Monday, November 26, 2012
Scruton Reviews Tymoczko
Roger Scruton's writing on music is always illuminating. In this review of Dmitri Tymoczko's A Geometry of Music, he discusses the problems with a generative grammar of music, issues regarding the modeling of music in geometric space, why musicology is not a science, and his reservations about The Pixies.
Sunday, November 18, 2012
Another Thought on Beethoven and Coltrane
Guitarist Etan Haziza has shared with me the following video, in which pianist Brad Mehldau suggests some parallels between Charlie Parker and Mozart, and between John Coltrane and Beethoven (4:05ff.). (Mehldau has also written some interesting essays at his website under the heading, "Creativity in Beethoven and Coltrane.")
It is sometimes pointed out that the history of jazz mirrors that of European art music, only in microcosm, and so these kinds of comparisons are irresistible. I have occasionally thought that an additional parallel between Coltrane and Beethoven has to do with the unexpected importation of voices into typically instrumental forms.
Coltrane's non-normative introduction of the voice into the ostensibly instrumental format of A Love Supreme (both through actual singing on "Acknowledgment" as well as the text-based melody of "Psalm," as Lewis Porter argues) at least superficially resembles Beethoven's revolutionary use of vocal soloists and choir in the final movement of his 9th Symphony. Coltrane would revisit this unusual addition of voices with the recitation on "Om" and his wordless singing in live performances like "Leo" from Temple University.
This comparison is not entirely precise, of course.
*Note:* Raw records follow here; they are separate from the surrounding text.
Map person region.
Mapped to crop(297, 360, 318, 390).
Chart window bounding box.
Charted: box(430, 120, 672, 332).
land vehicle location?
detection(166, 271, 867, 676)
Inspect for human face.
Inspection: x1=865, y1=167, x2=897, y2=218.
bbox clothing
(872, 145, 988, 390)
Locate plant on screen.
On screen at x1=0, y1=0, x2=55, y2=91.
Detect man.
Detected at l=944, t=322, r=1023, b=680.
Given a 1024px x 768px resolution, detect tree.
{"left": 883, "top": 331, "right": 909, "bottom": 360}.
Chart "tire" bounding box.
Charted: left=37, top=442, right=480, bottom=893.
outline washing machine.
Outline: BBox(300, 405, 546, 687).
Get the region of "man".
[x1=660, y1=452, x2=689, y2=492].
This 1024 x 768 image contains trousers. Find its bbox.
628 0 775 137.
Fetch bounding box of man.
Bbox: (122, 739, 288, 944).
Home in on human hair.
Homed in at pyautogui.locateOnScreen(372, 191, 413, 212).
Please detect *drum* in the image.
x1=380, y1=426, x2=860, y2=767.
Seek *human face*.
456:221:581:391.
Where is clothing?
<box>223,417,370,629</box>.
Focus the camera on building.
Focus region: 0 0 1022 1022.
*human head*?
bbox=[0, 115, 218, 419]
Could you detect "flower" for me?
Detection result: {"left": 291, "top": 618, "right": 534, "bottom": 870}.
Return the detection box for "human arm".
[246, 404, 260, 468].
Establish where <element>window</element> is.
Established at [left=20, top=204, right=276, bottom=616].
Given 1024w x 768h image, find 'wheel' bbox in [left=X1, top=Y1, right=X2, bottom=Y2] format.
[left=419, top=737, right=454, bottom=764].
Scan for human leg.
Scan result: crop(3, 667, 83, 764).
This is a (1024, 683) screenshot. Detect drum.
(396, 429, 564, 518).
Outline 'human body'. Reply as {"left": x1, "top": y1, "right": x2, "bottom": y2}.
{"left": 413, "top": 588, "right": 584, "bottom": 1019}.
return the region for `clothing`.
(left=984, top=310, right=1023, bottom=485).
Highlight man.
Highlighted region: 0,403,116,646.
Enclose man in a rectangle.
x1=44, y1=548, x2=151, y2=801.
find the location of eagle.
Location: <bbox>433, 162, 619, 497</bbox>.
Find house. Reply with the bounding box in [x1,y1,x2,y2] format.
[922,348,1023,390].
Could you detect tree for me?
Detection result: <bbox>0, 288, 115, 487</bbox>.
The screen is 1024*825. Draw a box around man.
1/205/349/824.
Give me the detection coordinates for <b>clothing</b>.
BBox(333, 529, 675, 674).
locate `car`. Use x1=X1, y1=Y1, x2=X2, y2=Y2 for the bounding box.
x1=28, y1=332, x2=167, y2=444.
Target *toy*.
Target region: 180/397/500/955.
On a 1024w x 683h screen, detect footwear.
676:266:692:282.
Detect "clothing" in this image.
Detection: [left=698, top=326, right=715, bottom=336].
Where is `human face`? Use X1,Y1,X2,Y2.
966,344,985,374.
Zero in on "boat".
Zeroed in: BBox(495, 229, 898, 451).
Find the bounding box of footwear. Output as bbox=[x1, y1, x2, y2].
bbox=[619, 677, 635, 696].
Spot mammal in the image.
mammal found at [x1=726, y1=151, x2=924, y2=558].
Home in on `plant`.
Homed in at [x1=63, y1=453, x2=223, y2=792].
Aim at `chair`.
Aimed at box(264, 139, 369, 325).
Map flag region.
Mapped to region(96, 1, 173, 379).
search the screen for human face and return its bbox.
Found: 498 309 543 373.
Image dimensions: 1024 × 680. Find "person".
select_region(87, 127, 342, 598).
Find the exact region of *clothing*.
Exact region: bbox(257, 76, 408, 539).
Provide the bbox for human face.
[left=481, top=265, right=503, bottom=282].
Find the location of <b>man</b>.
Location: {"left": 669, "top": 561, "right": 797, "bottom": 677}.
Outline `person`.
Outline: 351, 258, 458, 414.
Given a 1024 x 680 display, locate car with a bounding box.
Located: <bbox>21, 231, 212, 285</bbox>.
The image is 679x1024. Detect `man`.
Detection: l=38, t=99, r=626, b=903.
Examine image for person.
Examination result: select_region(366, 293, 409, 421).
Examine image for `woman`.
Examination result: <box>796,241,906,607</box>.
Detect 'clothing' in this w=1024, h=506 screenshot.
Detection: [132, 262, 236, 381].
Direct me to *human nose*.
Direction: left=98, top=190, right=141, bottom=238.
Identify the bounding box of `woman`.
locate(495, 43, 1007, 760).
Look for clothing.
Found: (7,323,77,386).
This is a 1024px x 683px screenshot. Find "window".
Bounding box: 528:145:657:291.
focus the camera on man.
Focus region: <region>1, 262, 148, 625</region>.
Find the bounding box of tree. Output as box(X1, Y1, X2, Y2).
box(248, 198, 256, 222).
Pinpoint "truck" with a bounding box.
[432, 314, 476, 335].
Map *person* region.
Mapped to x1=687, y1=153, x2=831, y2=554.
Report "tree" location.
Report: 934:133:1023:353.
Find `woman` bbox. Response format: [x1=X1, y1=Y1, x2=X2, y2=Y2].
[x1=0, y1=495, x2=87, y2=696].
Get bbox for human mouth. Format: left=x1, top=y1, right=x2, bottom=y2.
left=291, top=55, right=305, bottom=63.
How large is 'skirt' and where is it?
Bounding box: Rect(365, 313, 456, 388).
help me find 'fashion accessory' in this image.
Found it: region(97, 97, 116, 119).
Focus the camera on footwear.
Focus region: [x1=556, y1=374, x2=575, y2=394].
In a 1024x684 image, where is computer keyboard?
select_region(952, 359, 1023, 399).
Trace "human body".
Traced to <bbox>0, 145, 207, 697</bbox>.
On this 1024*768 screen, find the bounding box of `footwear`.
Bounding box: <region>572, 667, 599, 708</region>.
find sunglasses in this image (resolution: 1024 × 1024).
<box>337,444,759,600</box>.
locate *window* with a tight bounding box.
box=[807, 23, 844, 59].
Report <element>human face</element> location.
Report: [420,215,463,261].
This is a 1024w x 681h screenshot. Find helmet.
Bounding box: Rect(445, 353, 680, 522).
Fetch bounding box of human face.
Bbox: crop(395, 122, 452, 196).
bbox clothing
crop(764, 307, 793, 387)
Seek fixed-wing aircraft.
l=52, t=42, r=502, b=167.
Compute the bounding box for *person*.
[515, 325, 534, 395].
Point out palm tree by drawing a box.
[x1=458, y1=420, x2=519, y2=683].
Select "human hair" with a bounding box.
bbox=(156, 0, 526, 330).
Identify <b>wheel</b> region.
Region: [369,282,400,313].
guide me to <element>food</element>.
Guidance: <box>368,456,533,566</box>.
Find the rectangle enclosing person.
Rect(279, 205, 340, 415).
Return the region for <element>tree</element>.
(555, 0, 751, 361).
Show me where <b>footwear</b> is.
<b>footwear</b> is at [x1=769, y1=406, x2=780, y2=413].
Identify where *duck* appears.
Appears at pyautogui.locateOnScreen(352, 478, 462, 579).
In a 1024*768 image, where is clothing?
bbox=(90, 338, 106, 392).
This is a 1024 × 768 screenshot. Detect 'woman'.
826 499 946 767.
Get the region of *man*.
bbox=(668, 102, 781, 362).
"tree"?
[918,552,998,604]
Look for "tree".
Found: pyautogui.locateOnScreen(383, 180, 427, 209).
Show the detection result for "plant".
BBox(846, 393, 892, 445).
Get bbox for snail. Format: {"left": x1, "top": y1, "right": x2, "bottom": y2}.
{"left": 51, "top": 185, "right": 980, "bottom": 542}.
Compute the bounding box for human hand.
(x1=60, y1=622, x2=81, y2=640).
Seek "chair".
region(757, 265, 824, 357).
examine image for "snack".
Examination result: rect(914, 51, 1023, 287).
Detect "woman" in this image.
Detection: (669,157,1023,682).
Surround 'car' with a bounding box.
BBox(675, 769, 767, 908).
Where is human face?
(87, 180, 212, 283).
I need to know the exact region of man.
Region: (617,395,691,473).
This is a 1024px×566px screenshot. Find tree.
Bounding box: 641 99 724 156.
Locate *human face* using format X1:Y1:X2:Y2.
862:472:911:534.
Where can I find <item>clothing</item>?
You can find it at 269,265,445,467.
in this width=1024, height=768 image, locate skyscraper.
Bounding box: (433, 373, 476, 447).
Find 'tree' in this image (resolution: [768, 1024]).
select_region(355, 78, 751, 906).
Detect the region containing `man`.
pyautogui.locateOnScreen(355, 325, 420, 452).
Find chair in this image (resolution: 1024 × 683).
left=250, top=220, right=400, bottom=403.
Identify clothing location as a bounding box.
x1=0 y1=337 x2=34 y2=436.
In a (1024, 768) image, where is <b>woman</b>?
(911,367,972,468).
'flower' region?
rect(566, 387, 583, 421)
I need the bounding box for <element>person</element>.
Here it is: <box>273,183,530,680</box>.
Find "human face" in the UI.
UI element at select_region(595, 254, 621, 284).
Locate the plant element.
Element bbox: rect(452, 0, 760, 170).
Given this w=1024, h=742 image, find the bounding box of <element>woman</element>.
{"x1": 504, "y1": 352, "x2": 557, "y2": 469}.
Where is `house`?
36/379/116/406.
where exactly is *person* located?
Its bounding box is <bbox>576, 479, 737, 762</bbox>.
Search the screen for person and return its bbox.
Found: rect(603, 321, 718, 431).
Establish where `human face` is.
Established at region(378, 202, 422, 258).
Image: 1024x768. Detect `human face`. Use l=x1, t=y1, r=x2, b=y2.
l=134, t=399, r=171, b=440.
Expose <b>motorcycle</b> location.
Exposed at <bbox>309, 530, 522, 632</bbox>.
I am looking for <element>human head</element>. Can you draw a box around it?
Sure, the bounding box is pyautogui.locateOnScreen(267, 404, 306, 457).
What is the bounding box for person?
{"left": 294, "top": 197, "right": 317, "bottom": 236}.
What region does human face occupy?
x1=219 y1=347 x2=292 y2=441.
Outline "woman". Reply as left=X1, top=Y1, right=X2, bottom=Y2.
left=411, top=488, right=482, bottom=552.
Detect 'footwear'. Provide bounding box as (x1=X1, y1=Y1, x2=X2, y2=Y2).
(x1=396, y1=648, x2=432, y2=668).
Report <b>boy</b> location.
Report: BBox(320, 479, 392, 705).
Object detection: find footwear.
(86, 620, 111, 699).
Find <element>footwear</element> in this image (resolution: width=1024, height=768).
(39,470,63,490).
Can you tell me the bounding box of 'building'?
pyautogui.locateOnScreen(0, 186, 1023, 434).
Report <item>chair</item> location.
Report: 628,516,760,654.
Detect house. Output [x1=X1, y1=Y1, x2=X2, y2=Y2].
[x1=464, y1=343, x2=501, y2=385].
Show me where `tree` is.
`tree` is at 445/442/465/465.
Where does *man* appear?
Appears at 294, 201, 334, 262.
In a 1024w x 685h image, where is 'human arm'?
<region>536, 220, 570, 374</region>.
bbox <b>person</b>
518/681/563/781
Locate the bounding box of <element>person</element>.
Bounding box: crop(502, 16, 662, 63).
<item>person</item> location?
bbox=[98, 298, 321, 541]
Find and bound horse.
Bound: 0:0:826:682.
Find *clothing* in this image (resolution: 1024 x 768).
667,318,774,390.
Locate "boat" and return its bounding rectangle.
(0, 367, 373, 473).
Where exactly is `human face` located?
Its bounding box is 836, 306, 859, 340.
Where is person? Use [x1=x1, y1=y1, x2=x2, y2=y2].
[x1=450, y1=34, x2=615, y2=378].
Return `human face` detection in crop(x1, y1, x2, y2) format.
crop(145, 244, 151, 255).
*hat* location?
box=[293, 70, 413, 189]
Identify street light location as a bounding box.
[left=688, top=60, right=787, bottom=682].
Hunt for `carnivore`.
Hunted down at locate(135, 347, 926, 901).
Although Beethoven's use of voices in a symphonic setting was not wholly without precursors, its impact was as if it had been. This was not the case with Coltrane's A Love Supreme, since instrumental jazz groups had already used vocalizations and singing in a number of different ways. Just one example is "Original Faubus Fables" from Charles Mingus Presents Charles Mingus, recorded in 1960, with its satirical lyrics. More importantly, the traditional instrumentation requirements for jazz are obviously not as strict as those for classical-era forms: "vocal jazz" is ubiquitous throughout the history, whereas the symphony in the early 19th century was unmistakably an instrumental form.
Nonetheless, someone listening to a jazz quartet led by a saxophonist generally does not expect to hear singing or chanting. Furthermore, both A Love Supreme and the 9th Symphony represent career-culminating works, both are perhaps the most popular and influential works of their respective authors, etc.
It is sometimes pointed out that the history of jazz mirrors that of European art music, only in microcosm, and so these kinds of comparisons are irresistible. I have occasionally thought that an additional parallel between Coltrane and Beethoven has to do with the unexpected importation of voices into typically instrumental forms.
Coltrane's non-normative introduction of the voice into the ostensibly instrumental format of A Love Supreme (both through actual singing on "Acknowledgment" as well as the text-based melody of "Psalm," as Lewis Porter argues) at least superficially resembles Beethoven's revolutionary use of vocal soloists and choir in the final movement of his 9th Symphony. Coltrane would revisit this unusual addition of voices with the recitation on "Om" and his wordless singing in live performances like "Leo" from Temple University.
This comparison is not entirely precise, of course.
Nonetheless, someone listening to a jazz quartet led by a saxophonist generally does not expect to hear singing or chanting. Furthermore, both A Love Supreme and the 9th Symphony represent career-culminating works, both are perhaps the most popular and influential works of their respective authors, etc.